Many Odoo customizations can be made directly from the user interface.
This has the advantage of being a rather quick way to make changes to applications. It can be used from small modifications, such as adding a field, to larger customizations, such as creating an app with several models, views, and menu items.
These customizations done directly from the user interface have some limitations, when compared to customizations done with programming tools, covered throughout the rest of this book. For example, you can't add or extend ORM methods (although Automated Actions can be used as a close alternative to that). They also can't be easily integrated into a structured development workflow, such as running automated tests and deploying into several environments (for example, quality assurance, pre-production, and production).
Odoo 10.0 introduced Odoo Studio, an app designer to create customizations from the user interface. We won't discuss Odoo Studio here, but it ends up being a user-friendly frontend for the developer tools we introduce throughout this chapter, so the limitations on customizations possible are about the same. Odoo Studio does include an important additional feature, that is, the ability to export the customizations done in a convenient module package. It can be very helpful to allow power users to create customizations in a SaaS instance or simpler self-hosted technical environments.
The remainder of this book explains how to develop for Odoo in a structured way, creating addon modules with your code editor.
But in this chapter, we will be using the Developer mode features to perform customizations directly from the web client user interface, since it is important for an Odoo developer to have a good understanding of these tools and what can be achieved with them.
But more importantly, the goal for this exercise is to gain a good understanding of the several layers involved in an Odoo application, and how their components are organized.
Enough talk; let's get busy trying out these tools.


■ **EXERCISE PROMPT**: Each line in the material below, starting at the one that contains "This screenshot has" and ending at the one that contains "Find the location of a particular element.", should be repeated exactly; the pictures should not.

■ **DATA EXTRACT**:
++++++++

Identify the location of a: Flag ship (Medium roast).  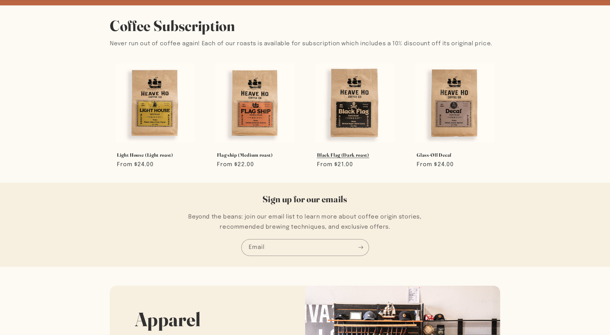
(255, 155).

++++++++

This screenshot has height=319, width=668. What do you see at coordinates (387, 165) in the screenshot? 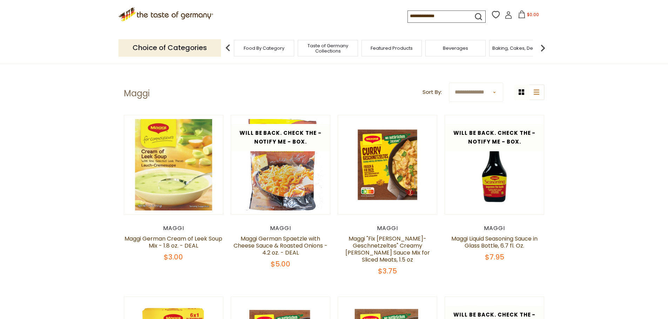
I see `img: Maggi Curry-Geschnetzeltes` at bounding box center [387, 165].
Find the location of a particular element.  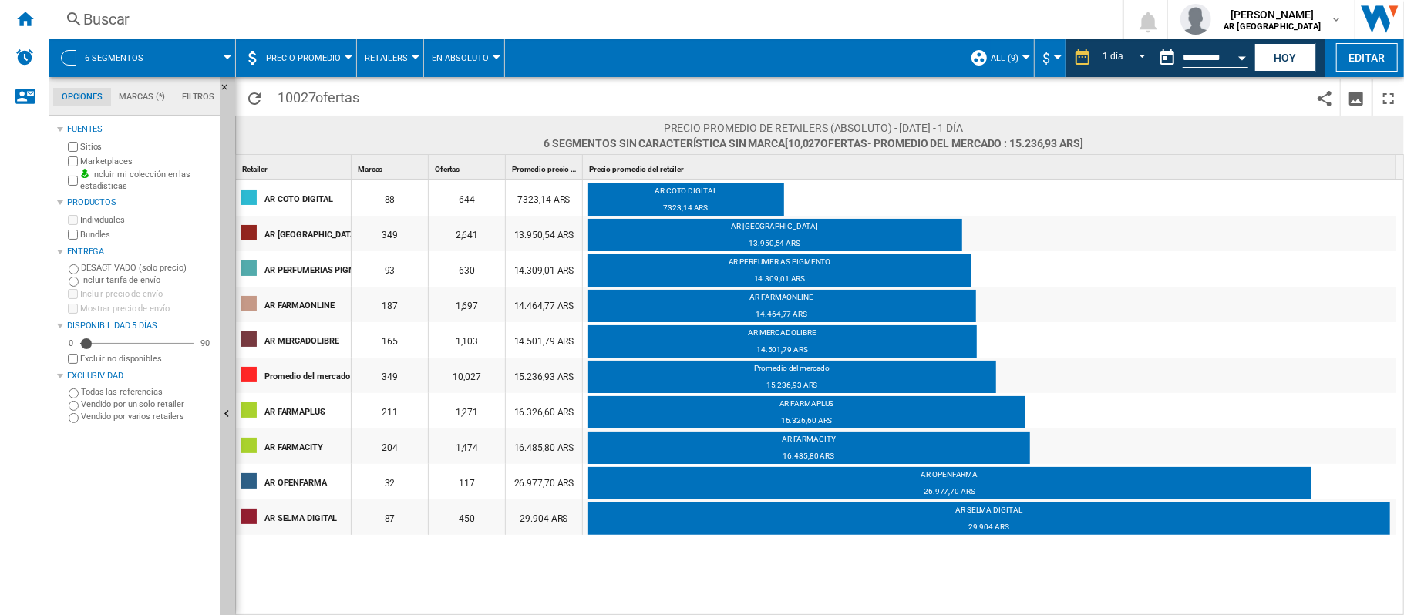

++++++++

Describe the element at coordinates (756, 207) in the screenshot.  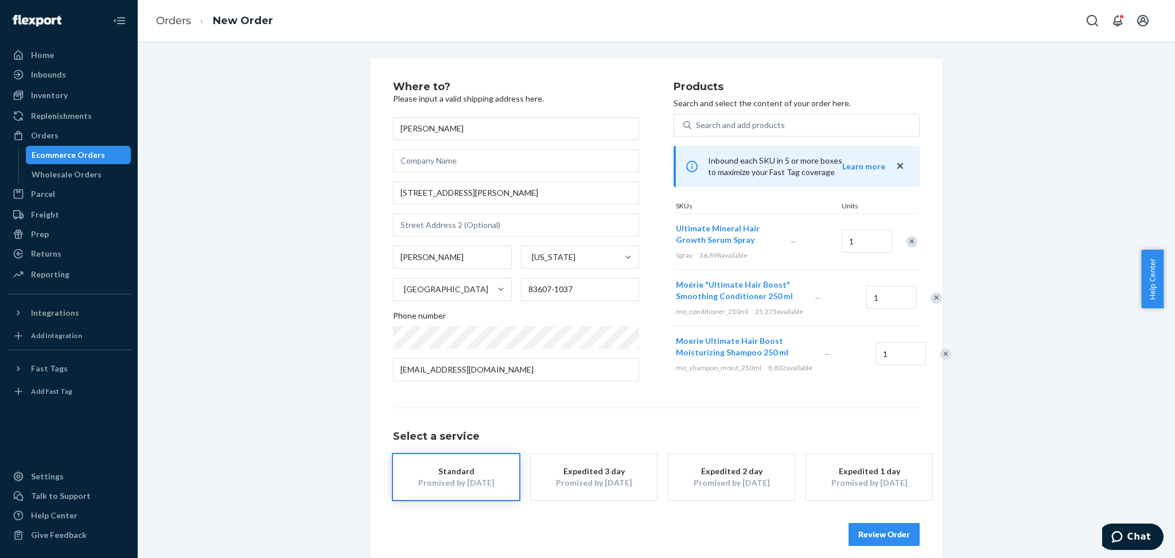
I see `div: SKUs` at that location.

++++++++

■ **YOUR SOLUTION**:
This screenshot has height=319, width=668. What do you see at coordinates (387, 165) in the screenshot? 
I see `img: Maggi Curry-Geschnetzeltes` at bounding box center [387, 165].
Find the location of a particular element.  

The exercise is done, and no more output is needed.